Community Blog Spotlight: Card Games
Every Week, Community Manager Laura Genender takes a look at one or more of the entries being created in our MMORPG.com blogs. This week, she looks takes a look a blog that mulls over the idea of card games and MMORPGs.
Digging through the blogs this week, I uncovered user Fansede and his interesting ideas about a card based MMO. With Eye of Judgment hitting the console market, and EverQuest and WoW hitting the card games, Fansede has a point - where is MTG Online?
"When Guild Wars was launched," Fansede begins his first blog entry, "I thought the door was cracked open and it would be a matter of time before we saw a plethora of card type games. Imagine a Magic the Gathering MMO...I was excited to see skills converted successfully into 'cards' for an MMO...so thinking more and more about it, I wondered why hasn't Wizards of the Coast tried to get into the market?"

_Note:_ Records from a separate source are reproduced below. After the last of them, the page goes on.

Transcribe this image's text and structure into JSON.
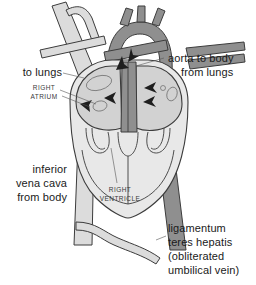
{
  "figure": {
    "background_color": "#ffffff",
    "palette": {
      "vessel_pale": "#dcdcdc",
      "vessel_dark": "#8f8f8f",
      "chamber_fill": "#d2d2d2",
      "ventricle_fill": "#e8e8e8",
      "outline": "#3c3c3c",
      "arrow": "#1e1e1e",
      "text": "#1a1a1a"
    }
  },
  "labels": {
    "to_lungs": "to lungs",
    "right_atrium_line1": "RIGHT",
    "right_atrium_line2": "ATRIUM",
    "aorta_to_body": "aorta to body",
    "from_lungs": "from lungs",
    "inferior_vena_cava_line1": "inferior",
    "inferior_vena_cava_line2": "vena cava",
    "inferior_vena_cava_line3": "from body",
    "right_ventricle_line1": "RIGHT",
    "right_ventricle_line2": "VENTRICLE",
    "ligamentum_line1": "ligamentum",
    "ligamentum_line2": "teres hepatis",
    "ligamentum_line3": "(obliterated",
    "ligamentum_line4": "umbilical vein)"
  },
  "structures": [
    {
      "name": "superior-vena-cava",
      "shade": "pale"
    },
    {
      "name": "brachiocephalic-branch",
      "shade": "pale"
    },
    {
      "name": "aortic-arch",
      "shade": "dark"
    },
    {
      "name": "aortic-arch-branch-1",
      "shade": "dark"
    },
    {
      "name": "aortic-arch-branch-2",
      "shade": "dark"
    },
    {
      "name": "aortic-arch-branch-3",
      "shade": "dark"
    },
    {
      "name": "pulmonary-artery",
      "shade": "dark"
    },
    {
      "name": "pulmonary-veins",
      "shade": "dark"
    },
    {
      "name": "right-atrium",
      "shade": "chamber"
    },
    {
      "name": "left-atrium",
      "shade": "chamber"
    },
    {
      "name": "right-ventricle",
      "shade": "ventricle"
    },
    {
      "name": "left-ventricle",
      "shade": "ventricle"
    },
    {
      "name": "inferior-vena-cava",
      "shade": "pale"
    },
    {
      "name": "descending-aorta",
      "shade": "dark"
    },
    {
      "name": "ligamentum-teres-hepatis",
      "shade": "pale"
    }
  ],
  "flow_arrows": [
    {
      "name": "foramen-ovale-arrow",
      "direction": "left"
    },
    {
      "name": "ductus-arteriosus-arrow",
      "direction": "up"
    },
    {
      "name": "pulmonary-vein-arrow-1",
      "direction": "left"
    },
    {
      "name": "pulmonary-vein-arrow-2",
      "direction": "left"
    },
    {
      "name": "ivc-inflow-arrow",
      "direction": "down-left"
    }
  ]
}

Fansede admits that he sees drawbacks and obstacles to such a project. For example, card games are traditionally set up for 2 players - how would multiple players engage in combat? "Guild Wars has a reasonable starting point," Fansede states. "Many of those MtG cards can by used as skills that could be used by the avatar. Sorceries, Instants, Enchantments are all spells that can be converted to skill sets."
Another question Fansede brings up is how one would translate turn-based strategy into the MMO world - or take the turn-based strategy game out of the card game world. "Card based games are inherently slow by design. Gives players time to strategize and think through the game." Fansede cites Guild Wars again and suggests that skill cooldowns may be the key, but I'm not sure how that would work with creature combat.

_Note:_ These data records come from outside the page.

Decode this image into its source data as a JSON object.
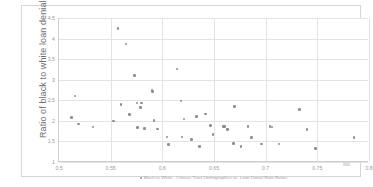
{
  "chart_data": {
    "type": "scatter",
    "title": "",
    "xlabel": "",
    "ylabel": "Ratio of black to white loan denial rates",
    "legend_label": "Black vs White - Census Tract Demographics vs. Loan Denial Rate Ratios",
    "legend_position": "bottom",
    "grid": true,
    "xlim": [
      0.5,
      0.8
    ],
    "ylim": [
      1.0,
      4.5
    ],
    "xticks": [
      "0.5",
      "0.55",
      "0.6",
      "0.65",
      "0.7",
      "0.75",
      "0.8"
    ],
    "xtick_values": [
      0.5,
      0.55,
      0.6,
      0.65,
      0.7,
      0.75,
      0.8
    ],
    "yticks": [
      "1",
      "1.5",
      "2",
      "2.5",
      "3",
      "3.5",
      "4",
      "4.5"
    ],
    "ytick_values": [
      1,
      1.5,
      2,
      2.5,
      3,
      3.5,
      4,
      4.5
    ],
    "series": [
      {
        "name": "Black vs White - Census Tract Demographics vs. Loan Denial Rate Ratios",
        "color": "#8e8e8e",
        "points": [
          [
            0.512,
            2.08
          ],
          [
            0.5155,
            2.6
          ],
          [
            0.519,
            1.92
          ],
          [
            0.533,
            1.85
          ],
          [
            0.553,
            2.0
          ],
          [
            0.557,
            4.25
          ],
          [
            0.56,
            2.4
          ],
          [
            0.565,
            3.87
          ],
          [
            0.568,
            2.15
          ],
          [
            0.573,
            3.1
          ],
          [
            0.5755,
            2.43
          ],
          [
            0.576,
            1.84
          ],
          [
            0.579,
            2.33
          ],
          [
            0.58,
            2.43
          ],
          [
            0.583,
            1.82
          ],
          [
            0.59,
            2.75
          ],
          [
            0.5905,
            2.72
          ],
          [
            0.592,
            2.01
          ],
          [
            0.5955,
            1.8
          ],
          [
            0.6045,
            1.61
          ],
          [
            0.606,
            1.42
          ],
          [
            0.614,
            3.26
          ],
          [
            0.618,
            2.48
          ],
          [
            0.619,
            1.61
          ],
          [
            0.621,
            2.05
          ],
          [
            0.6285,
            1.55
          ],
          [
            0.633,
            2.1
          ],
          [
            0.636,
            1.37
          ],
          [
            0.6415,
            2.17
          ],
          [
            0.6465,
            1.89
          ],
          [
            0.649,
            1.67
          ],
          [
            0.659,
            1.86
          ],
          [
            0.66,
            1.87
          ],
          [
            0.6625,
            1.8
          ],
          [
            0.663,
            1.79
          ],
          [
            0.669,
            1.45
          ],
          [
            0.67,
            2.35
          ],
          [
            0.676,
            1.38
          ],
          [
            0.683,
            1.86
          ],
          [
            0.6865,
            1.6
          ],
          [
            0.696,
            1.44
          ],
          [
            0.704,
            1.86
          ],
          [
            0.706,
            1.85
          ],
          [
            0.713,
            1.44
          ],
          [
            0.733,
            2.27
          ],
          [
            0.74,
            1.79
          ],
          [
            0.748,
            1.33
          ],
          [
            0.7855,
            1.6
          ]
        ]
      }
    ]
  }
}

For me, I'd love to see an online card game, but I would like it to stay true to its roots. In the style of Eye of Judgment or - alright, I'll say it - Pokemon, I'd want to see turn-based combat kept in play, and maybe even see the cards being played before they come to life with awesome animations. Fansede brings up the player avatar, and the possibilities of gear - myself, I'd rather keep it to the traditional magic rules of 20 hitpoints, go for the gold.
In his next blog post, though, Fansede gives us an eye into his idea of an online card game MMO. For example, he can see classes being translated into pre-made decks (and for the purpose of this example, he uses mainly MtG terms): Warriors would be mostly Land and Artifact cards, Rogues would have sorceries/instants that involve assassination, stealing opponents cards and evading personal damage, an Illusionist would have a blue deck, and a Magus red. "Obviously the possibilities are limitless," states Fansede. "Shaman (white/red set), Oracle (blue/green),Wizard (Blue/Red), Witch (Black/Blue), Monk (White/Green), etc.
While this is all probably very confusing for non-MtG players, think of the card colors as having basic overall themes - red cards, for example, mostly focus on dealing damge, while blue cards focus on more utilitarian offensive magics - everyone hates Blue decks for their spell interruptions.
Fansede continues by explaining how the personal avatar would play a part in his game. "Why would I play a warrior with little access to other cards [instead of] a magus with access to all red cards? Here is where your personal avatar comes in. As a warrior, your life points is higher. Lets say all players start at 20 life points. A warrior starts at 30 points."
He continues, "The warrior [also] acts as his own permanently summoned card. He can attack anything on the field, including the opponent. He is limited only by his attack cooldown button... And he can wield artifacts to enhance his damage output."
The idea of the player acting as its own permanently summoned card is interesting, and in that capacity I could agree with Fansede that an MMO cardgame could be developed with those properties involved. And honestly, the possibilities are really endless: there are so many variables along the line from card game to MMO that we could see any combination of cards, avatars, world expressions, etc.
I'm curious as to which IP will grab onto this first - will it be MtG, or Pokemon? Will it be a new game altogether? Will WoW take their cardgame to the virtual space, or will Eye of Judgment bring their game to a multiplayer realm?